One of the world’s largest musical institutions, New York’s Metropolitan Opera, is the latest organisation to find itself embroiled in a controversy over sexual misconduct.
The Met is the largest performing arts institution in the US, and over the last 10 years and more it has transformed itself into a glamorous international brand through its Met Opera Live in HD screenings in cinemas around the world. It is also the mainstay of weekly opera provision on RTÉ Lyric FM.
On Saturday, the New York Post named the Met's music director emeritus and former long-time music director James Levine in the context of sexual misconduct. Levine is the subject of a police report into alleged sexual abuse of a minor in Illinois.
The Met had been informed of the police report last year, but accepted Levine’s denials. It only decided to start its own investigation after it began receiving media inquiries about the issue.
The matter escalated quickly. On Sunday, after two more accusers emerged, reporting incidents that took place as far back as 1968, the Met announced that it was suspending Levine, pending its investigation. “Mr Levine will not be involved in any Met activities, including conducting scheduled performances at the Met this season,” it said in a statement.
Accusations about Levine have been to-ing and fro-ing on the classical grapevine for decades. The New York Times has published a 1979 letter from Met management to a board member on foot of an anonymous letter accusing Levine of criminal activities.
The issue surfaced in print much earlier, too. In July 1987 John Rockwell, writing in the New York Times, brought up "rumours about his private life" with Levine himself.
The conductor replied, saying”This is nothing new for me. Ten years ago, Tony Bliss [then the Met’s general manager] called me about reports of a morals charge in Pittsburgh or Hawaii or Dallas. Both my friends and my enemies checked it out and to this day, I don’t have the faintest idea where those rumours came from or what purpose they served. Ron Wilford [Levine’s manager] says it’s because people can’t believe the real story, that I’m too good to be true.’’
In Germany, Der Spiegel touched on the issue in 1997 when Levine was being discussed as the successor to Sergiu Celibidache at the Munich Philharmonic Orchestra. Johanna Fiedler's 2001 book Molto Agitato: The Mayhem Behind the Music at the Metropolitan Opera mentions "malicious gossip, rumours of orgies, and homosexuality, and chamber music played in the nude". Fielder, a former press officer at the Met, largely debunks the rumours.
Whatever transpires, Levine appears damaged and the Met is too.
The news from New York broke on the same day that BBC Radio 3's Music Matters programme carried an item on bullying and sexual harassment in the classical music world.
Britain’s Incorporated Society of Musicians (ISM) carried out a survey of its members. ISM chief executive Deborah Annetts said that, of the 250 responses received, “60 per cent are reporting discrimination of some sort or another and the chief form of discrimination is actually around sexual harassment”.
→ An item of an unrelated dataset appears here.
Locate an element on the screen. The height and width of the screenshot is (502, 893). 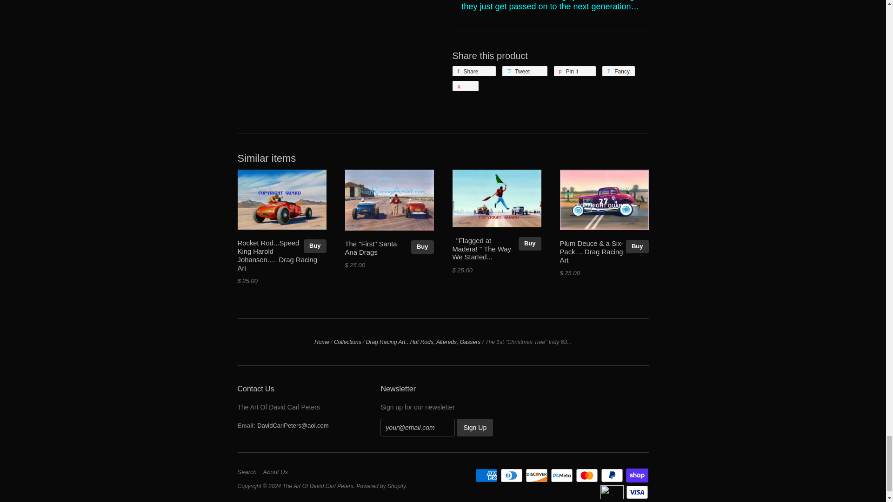
Buy is located at coordinates (422, 247).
It takes place, she said, primarily in orchestras and ensembles but also in schools and conservatories. The incidence is higher among self-employed musicians than among musicians in regular employment, and 75 per cent of victims choose not to report sexual harassment.
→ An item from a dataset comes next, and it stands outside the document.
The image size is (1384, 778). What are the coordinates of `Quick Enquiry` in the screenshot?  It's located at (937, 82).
“The reason for that,” she said, “is because people are frightened that they are going to lose work if they make a complaint. We really need to tackle this culture, because the culture is just not acceptable in 21st-century Britain.”
Music Matters put the survey's findings in the context of another survey, carried out online by Arts Professional magazine in October and November. That survey was not restricted to musicians and received 1,580 responses, most of them from Britain. It revealed that 80 per cent of its respondents were aware of harassment having taken place, 48 per cent had experienced it personally, and in 69 per cent of cases the perpetrator was in a more senior position.
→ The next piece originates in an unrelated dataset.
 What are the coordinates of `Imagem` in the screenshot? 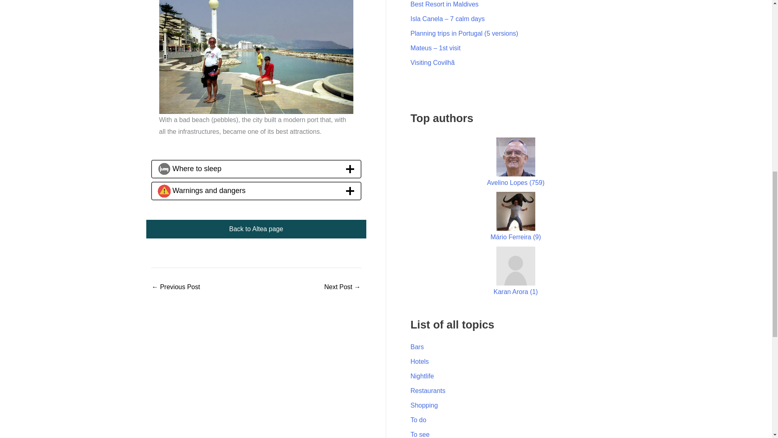 It's located at (256, 57).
Only 23 per cent of those who reported an incident to their employer felt that they received an appropriate response.
Arts Professional's editor Frances Richens spoke of a lack of capacity within arts organisations to deal with instances when they occur and also in some instances a lack of willingness, too. "There's the fact that a lot of arts organisations are micro-businesses," she said. "They're run by very small teams of people, who are under-resourced and over-stretched. They don't have somebody who is responsible for HR and trained in HR. So they can really struggle to deal with this. But also quite often they will have personal, close relationship with the person who is being accused of sexual harassment."
The survey also found that arts organisations can be unwilling to deal with the issue “if they fear that tackling the harassment will have unfortunate ramifications for their reputation, may lead to a loss of audiences, a loss of funding, even”.
This sounds like a description of the Met. And conversations I’ve had with victims over the years suggests that Ireland is no different in relation to these issues than Britain or the US.